Tonight Abigail gave an impassioned speech about the role of Budgets in our democracy, in light of the Federal Budget being recently released.
Abigail said:
Budgets are about choices. Put simply, they tell us what the government of the day chooses as worthy of funding and what it doesn't. The impact of those choices on us, and on future generations, is the result of very deliberate political decisions. Government politicians do not like it when they are told that it is their fault that we are in the mess we are in. The other day I told Government members in this House that I blame them for our lack of preparedness for the floods. They have had the power to change things—to take strong action to curb carbon emissions and to prepare our State properly for extreme weather events—but they have chosen not to. If they are not to blame for that inaction, who is?
Yesterday the Federal Government handed down its garish pre-election budget. The Morrison Government has again chosen to value big business and the wealthy over those doing it tough, the profits of fossil fuel companies over the climate and the environment, the fortunes of the wealthy over the needs of the poor, and their own chances of winning votes in marginal electorates over the real and pressing needs of the people they were elected to serve. Nothing dictated those choices for the Federal Government. No magical economic rules dictated a budget of this kind, as much as it is at pains to make you think that they did. These budgetary choices to favour one thing over another are purely political.
Take the Federal Government's mischievous move to throw a few hundred dollars at voters before the May election while entrenching a larger tax hike from 1 July with the decision not to continue the low and middle income tax offset in the coming years. That is despite its rhetoric about wanting to ease the cost of living, while failing to raise income support payments to a level that would ensure that people no longer live in poverty. Let us be clear: Having people live in poverty is a choice made by governments. Take the fact that there has been no real increase in rental assistance payments in over 20 years while property investors continue to be given the benefit of nonsensical tax subsidies in their housing stock, contributing to the dire lack of affordable housing that pushes ever more people into housing insecurity. Or take the decision to double the number of places under the first home loan guarantee, which helps only those people already close to attaining homeownership, while failing to reverse the decades of underfunding of the social housing sector. Do not even get me started on Scott Morrison's comments that the best way to help renters is to help them to buy a house. How out of touch is that man?
Looking at the Federal budget as a whole and the choices that the Federal Government made in it, we see a government that is intent on choosing to paint society as a series of individuals who are trying to get ahead of each other, vying for a piece of the mythical prosperity pie, and not wanting to succeed or share the fruits of their successes. However, that is not the society that I see around me. When I look around this State and across Australia I see people who, despite everything that has been thrown at them in the past three years—from bushfires to pandemics to floods—have banded together to help one another. You only have to look at the stories that we are hearing from the floods in Lismore of people risking life and limb to ensure that no-one is left behind. We are an inherently cooperative and collaborative bunch, and when faced with adversity we find ways to survive and get by as best we can despite the obstacles.
We need a Federal Government that recognises the hardships that are being experienced and chooses to offer support that meets people where they are now. It must recognise the efforts that people are already making to help one another. We need a Federal Government that joins with us and helps out too. We needed a Federal budget for our fatigued and exhausted health and aged-care workers, and for those who have lost everything in the floods and the bushfires. We need a Federal budget that takes meaningful action to reduce the chances of these disasters happening again and again, and which shows that the Federal Government recognises the absolute hell that people have been going through and seeks to ease their burden, as those people have sought to relieve the burden of others. We need a Federal budget that recognises us as the complex, caring and capable human beings that we are. But we did not get that budget from the Morrison Government. We instead got a budget that reduces us to individuals, to the mere productive units of a neoliberal's wet dream. That was their choice. I hope the New South Wales Government chooses differently for this year's budget in May.
The full transcript can be found in Hansard here.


Please give the count of lines below with the string "axis" in them, and no other words.

[Opening Materials provided section]

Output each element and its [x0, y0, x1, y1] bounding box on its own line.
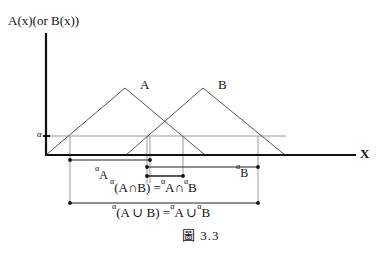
formula-intersection-sup-3: α [184, 177, 188, 186]
formula-union-sup-1: α [112, 202, 116, 211]
formula-intersection-part-3: B [188, 180, 197, 195]
formula-intersection-part-2: A∩ [165, 180, 184, 195]
measure-bar-alpha-a [68, 158, 152, 162]
formula-intersection-part-1: (A∩B) = [114, 180, 161, 195]
formula-union-part-3: B [201, 205, 210, 220]
interval-label-alpha-a: αA [95, 168, 108, 181]
formula-union: α(A ∪ B) =αA ∪αB [112, 206, 210, 219]
figure-caption: 圖 3.3 [182, 229, 220, 242]
curve-label-b: B [218, 78, 227, 91]
measure-bar-alpha-intersection [145, 174, 185, 178]
interval-label-alpha-b-base: B [240, 166, 248, 180]
alpha-axis-tick-label: α [37, 130, 42, 139]
formula-intersection: α(A∩B) =αA∩αB [110, 181, 197, 194]
alpha-superscript-a: α [95, 164, 99, 173]
formula-union-sup-3: α [197, 202, 201, 211]
interval-label-alpha-a-base: A [99, 168, 108, 182]
formula-union-sup-2: α [170, 202, 174, 211]
y-axis-label: A(x)(or B(x)) [8, 14, 79, 27]
measure-bar-alpha-union [68, 201, 260, 205]
interval-label-alpha-b: αB [236, 166, 248, 179]
curve-label-a: A [140, 78, 149, 91]
x-axis-label: X [360, 147, 369, 160]
formula-union-part-2: A ∪ [174, 205, 197, 220]
formula-intersection-sup-1: α [110, 177, 114, 186]
figure-alpha-cut-diagram [0, 0, 390, 260]
formula-intersection-sup-2: α [161, 177, 165, 186]
alpha-superscript-b: α [236, 162, 240, 171]
formula-union-part-1: (A ∪ B) = [116, 205, 170, 220]
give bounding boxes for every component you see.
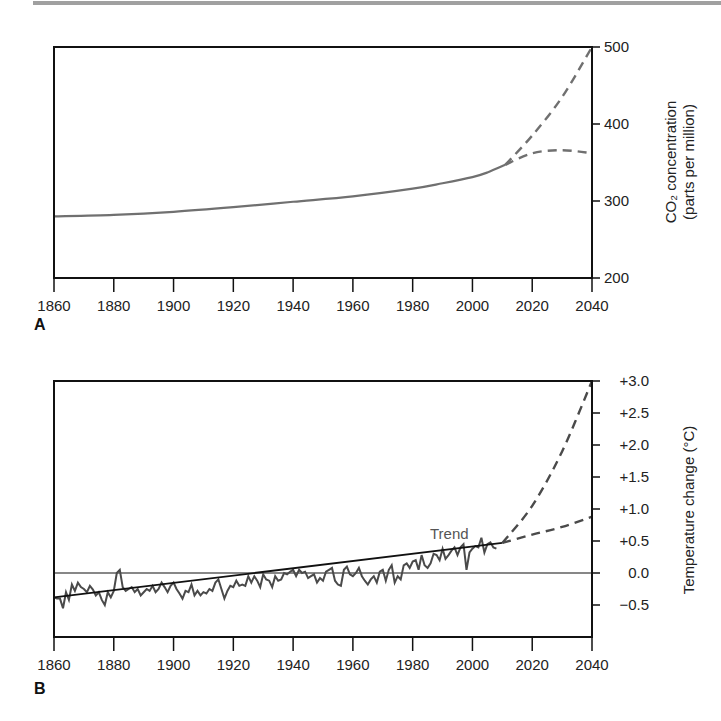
temp-x-tick-label: 2020 — [516, 656, 549, 673]
temp-y-tick-label: −0.5 — [619, 596, 649, 613]
temperature-y-axis-title: Temperature change (°C) — [680, 426, 697, 595]
temp-x-tick-label: 1860 — [37, 656, 70, 673]
temperature-change-chart: 1860188019001920194019601980200020202040… — [0, 0, 721, 721]
temperature-plot-area — [54, 381, 592, 608]
temp-x-tick-label: 2000 — [456, 656, 489, 673]
panel-label-b: B — [34, 680, 46, 697]
temp-x-tick-label: 1880 — [97, 656, 130, 673]
temp-x-tick-label: 1980 — [396, 656, 429, 673]
temp-y-tick-label: +2.5 — [619, 404, 649, 421]
temp-y-tick-label: +1.0 — [619, 500, 649, 517]
temp-series-3 — [502, 517, 592, 543]
temp-x-tick-label: 1920 — [217, 656, 250, 673]
temp-x-tick-label: 1900 — [157, 656, 190, 673]
temp-frame — [54, 381, 592, 637]
trend-annotation: Trend — [430, 525, 469, 542]
temp-y-tick-label: +2.0 — [619, 436, 649, 453]
temp-x-tick-label: 1940 — [276, 656, 309, 673]
temp-series-1 — [54, 543, 502, 597]
temp-y-tick-label: +0.5 — [619, 532, 649, 549]
temperature-axes: 1860188019001920194019601980200020202040… — [37, 372, 649, 673]
temp-x-tick-label: 2040 — [575, 656, 608, 673]
temp-series-2 — [502, 381, 592, 543]
temp-y-tick-label: 0.0 — [628, 564, 649, 581]
temp-y-tick-label: +1.5 — [619, 468, 649, 485]
temp-y-tick-label: +3.0 — [619, 372, 649, 389]
temp-x-tick-label: 1960 — [336, 656, 369, 673]
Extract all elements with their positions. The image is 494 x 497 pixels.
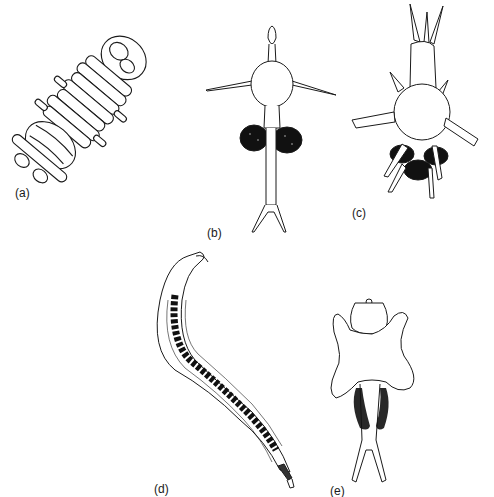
figure-panels: (a) (b) xyxy=(0,0,494,497)
panel-e-label: (e) xyxy=(330,485,345,497)
panel-e-illustration xyxy=(0,0,494,497)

[Closing Materials provided section]

Result:
4